The ongoing series between the Netherlands and Ireland, the first the Dutch have played in the ICC Cricket World Cup Super League, have been a long time coming. The Netherlands' debut in the 13-team league, the first three of 24 ODIs against Full Member opposition as the sole Associate representative at the top level of ICC ODI competition, is the culmination of a three-year campaign that began at World Cricket League Division 2 in Namibia in early 2015 and ended at the ICC Academy Ground at Dubai in December of 2017, where the Dutch clinched the World Cricket League Championship and earned their place in the Super League. Since then they have had three more years to prepare, one more than anticipated, for their entry into the competition against old rivals Ireland in one of the series they were targeting in their pursuit of the half dozen or more wins they'll likely need to avoid the risk of relegation.
LACK OF RESOURCES?
Mandatory release and Netherlands' missing middle-order

With several key players featuring for their counties, Netherlands captain Pieter Seelaar has been left with a severely understrength side. © Getty
Since December 2017 this series is what the Dutch have been building toward, yet when they took the field against the Irish at Utrecht on Wednesday for the first ODI, the team that donned the orange for the Netherlands was markedly understrength. Weaker, in fact, than the one they fielded for those final matches in the WCL Championship.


TASK STATEMENT » List the lines of this listing that hold the word "arrowhead".

++++++++++++++++++++

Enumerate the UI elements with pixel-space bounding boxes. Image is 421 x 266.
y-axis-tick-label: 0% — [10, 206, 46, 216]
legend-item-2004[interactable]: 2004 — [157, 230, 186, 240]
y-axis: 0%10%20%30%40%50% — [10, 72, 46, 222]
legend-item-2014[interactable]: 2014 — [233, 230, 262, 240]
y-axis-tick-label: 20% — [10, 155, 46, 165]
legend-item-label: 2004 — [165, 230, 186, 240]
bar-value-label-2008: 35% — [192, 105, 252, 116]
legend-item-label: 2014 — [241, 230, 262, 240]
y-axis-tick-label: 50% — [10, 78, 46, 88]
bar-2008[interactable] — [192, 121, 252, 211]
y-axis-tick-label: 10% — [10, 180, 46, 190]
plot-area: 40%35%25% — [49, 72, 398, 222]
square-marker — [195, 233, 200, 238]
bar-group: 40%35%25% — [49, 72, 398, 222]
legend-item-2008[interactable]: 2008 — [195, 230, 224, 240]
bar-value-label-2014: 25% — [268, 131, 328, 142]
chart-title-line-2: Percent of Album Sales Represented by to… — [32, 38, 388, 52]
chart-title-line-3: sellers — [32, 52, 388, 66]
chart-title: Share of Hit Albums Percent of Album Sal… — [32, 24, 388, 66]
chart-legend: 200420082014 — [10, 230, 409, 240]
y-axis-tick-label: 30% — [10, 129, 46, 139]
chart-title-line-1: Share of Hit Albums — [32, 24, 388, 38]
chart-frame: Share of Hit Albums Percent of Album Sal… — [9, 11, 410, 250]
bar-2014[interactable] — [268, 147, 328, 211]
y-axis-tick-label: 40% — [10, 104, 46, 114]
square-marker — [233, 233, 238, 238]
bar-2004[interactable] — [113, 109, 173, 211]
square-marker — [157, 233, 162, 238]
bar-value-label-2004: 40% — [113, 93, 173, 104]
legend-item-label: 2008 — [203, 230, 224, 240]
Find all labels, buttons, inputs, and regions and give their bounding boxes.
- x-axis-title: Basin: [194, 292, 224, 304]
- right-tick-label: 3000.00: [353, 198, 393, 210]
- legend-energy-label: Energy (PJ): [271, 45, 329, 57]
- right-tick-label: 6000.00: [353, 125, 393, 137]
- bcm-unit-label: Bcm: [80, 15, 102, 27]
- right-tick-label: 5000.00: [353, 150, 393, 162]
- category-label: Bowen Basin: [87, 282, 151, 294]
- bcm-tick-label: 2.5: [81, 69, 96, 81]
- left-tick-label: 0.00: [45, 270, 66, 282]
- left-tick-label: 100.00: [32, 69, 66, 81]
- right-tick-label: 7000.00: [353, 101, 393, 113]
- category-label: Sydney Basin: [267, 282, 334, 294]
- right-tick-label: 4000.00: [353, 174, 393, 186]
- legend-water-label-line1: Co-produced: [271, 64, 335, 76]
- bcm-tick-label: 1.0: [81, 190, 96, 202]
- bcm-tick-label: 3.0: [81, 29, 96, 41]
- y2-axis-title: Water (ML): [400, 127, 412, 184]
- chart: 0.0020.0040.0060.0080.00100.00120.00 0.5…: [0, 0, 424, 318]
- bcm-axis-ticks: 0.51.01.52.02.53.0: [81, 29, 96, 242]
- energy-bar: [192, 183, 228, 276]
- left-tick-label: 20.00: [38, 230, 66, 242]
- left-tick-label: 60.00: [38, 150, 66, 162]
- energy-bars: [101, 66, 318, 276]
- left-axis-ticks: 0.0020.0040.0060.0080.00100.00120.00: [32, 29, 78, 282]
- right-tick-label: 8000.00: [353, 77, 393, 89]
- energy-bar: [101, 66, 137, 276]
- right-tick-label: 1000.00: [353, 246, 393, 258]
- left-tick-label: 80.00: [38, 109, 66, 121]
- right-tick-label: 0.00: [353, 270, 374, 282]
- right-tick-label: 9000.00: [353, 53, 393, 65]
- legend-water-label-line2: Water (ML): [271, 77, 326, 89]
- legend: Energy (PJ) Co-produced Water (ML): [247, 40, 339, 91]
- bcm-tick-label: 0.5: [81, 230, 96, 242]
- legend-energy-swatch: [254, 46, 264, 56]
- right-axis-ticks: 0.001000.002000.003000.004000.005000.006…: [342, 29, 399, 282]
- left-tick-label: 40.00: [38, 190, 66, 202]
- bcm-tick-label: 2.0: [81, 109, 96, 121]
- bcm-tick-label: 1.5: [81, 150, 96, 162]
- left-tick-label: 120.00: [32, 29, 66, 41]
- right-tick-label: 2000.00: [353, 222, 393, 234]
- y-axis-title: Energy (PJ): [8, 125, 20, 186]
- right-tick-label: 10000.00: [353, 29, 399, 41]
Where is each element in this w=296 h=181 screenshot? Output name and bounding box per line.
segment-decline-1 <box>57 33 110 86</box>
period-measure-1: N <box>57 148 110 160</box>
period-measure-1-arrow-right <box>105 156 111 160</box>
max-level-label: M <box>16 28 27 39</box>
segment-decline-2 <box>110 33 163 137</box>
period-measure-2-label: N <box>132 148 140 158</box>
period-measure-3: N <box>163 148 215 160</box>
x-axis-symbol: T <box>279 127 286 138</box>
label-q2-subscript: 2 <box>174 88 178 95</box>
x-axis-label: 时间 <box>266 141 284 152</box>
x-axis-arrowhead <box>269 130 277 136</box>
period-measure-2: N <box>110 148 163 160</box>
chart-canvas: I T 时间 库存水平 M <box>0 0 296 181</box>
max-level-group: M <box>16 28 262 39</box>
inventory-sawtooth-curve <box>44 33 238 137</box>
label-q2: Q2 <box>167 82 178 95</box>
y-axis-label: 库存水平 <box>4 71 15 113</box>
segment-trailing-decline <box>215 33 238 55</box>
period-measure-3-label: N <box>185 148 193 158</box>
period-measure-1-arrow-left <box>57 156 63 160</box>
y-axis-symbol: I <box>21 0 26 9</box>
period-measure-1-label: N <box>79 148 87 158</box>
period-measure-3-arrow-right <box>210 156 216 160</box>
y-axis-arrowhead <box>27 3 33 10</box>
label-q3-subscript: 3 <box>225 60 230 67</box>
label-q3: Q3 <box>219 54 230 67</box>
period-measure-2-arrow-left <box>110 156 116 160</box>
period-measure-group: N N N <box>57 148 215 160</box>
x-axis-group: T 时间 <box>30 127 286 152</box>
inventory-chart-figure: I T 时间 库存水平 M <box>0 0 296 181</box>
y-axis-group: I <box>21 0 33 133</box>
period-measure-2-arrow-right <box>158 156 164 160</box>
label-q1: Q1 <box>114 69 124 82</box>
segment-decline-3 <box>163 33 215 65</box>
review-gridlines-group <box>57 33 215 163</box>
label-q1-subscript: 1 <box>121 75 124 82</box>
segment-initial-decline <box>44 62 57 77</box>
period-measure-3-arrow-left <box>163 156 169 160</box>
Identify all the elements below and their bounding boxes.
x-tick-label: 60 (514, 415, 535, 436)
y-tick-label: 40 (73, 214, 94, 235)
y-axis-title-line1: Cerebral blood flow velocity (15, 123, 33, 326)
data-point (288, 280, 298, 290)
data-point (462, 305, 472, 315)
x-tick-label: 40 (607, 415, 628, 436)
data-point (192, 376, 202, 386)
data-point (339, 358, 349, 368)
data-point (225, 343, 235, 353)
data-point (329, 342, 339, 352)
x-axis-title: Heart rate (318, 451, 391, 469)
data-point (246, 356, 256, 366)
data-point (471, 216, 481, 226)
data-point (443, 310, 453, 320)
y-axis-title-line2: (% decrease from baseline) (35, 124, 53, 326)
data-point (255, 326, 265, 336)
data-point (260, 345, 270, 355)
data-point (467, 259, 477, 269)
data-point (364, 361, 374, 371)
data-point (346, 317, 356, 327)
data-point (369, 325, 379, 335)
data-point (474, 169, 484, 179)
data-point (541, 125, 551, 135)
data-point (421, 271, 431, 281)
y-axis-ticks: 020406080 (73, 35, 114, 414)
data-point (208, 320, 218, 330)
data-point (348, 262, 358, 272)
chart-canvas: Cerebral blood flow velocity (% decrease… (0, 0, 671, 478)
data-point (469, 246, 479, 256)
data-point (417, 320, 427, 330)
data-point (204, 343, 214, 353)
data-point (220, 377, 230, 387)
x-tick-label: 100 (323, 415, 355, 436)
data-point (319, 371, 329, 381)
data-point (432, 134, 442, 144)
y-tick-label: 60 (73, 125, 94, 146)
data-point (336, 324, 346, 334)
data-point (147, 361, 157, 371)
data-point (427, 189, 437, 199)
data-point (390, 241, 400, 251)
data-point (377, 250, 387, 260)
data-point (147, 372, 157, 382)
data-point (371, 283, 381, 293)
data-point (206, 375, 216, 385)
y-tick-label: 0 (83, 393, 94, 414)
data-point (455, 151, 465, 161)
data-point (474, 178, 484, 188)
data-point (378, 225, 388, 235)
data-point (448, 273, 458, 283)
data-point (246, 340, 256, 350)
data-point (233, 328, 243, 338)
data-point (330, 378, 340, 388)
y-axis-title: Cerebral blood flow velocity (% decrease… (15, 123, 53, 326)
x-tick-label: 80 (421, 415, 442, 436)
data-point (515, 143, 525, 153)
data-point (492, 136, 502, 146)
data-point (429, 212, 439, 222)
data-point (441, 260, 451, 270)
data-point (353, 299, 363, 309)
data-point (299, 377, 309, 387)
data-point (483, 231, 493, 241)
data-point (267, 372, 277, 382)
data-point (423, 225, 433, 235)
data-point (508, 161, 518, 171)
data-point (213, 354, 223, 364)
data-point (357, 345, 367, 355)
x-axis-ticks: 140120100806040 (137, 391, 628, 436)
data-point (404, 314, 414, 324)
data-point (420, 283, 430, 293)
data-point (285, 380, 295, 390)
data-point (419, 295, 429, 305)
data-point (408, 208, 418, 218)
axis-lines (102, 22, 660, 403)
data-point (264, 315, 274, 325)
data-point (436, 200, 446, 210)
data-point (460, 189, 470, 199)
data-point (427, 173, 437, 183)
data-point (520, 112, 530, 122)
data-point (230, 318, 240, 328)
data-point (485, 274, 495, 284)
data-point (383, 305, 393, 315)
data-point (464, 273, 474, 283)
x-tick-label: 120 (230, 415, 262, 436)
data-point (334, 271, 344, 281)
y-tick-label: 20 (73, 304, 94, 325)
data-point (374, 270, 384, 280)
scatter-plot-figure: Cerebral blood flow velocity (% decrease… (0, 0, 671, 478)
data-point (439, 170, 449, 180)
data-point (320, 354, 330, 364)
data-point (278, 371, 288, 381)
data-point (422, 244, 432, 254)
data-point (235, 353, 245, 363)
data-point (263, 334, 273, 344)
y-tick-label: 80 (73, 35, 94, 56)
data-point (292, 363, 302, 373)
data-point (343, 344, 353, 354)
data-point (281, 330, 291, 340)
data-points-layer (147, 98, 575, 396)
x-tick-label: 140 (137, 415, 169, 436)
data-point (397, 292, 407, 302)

++++++++++++++++++++

REPLY TO THE TASK »
x-axis-arrowhead <box>269 130 277 136</box>
y-axis-arrowhead <box>27 3 33 10</box>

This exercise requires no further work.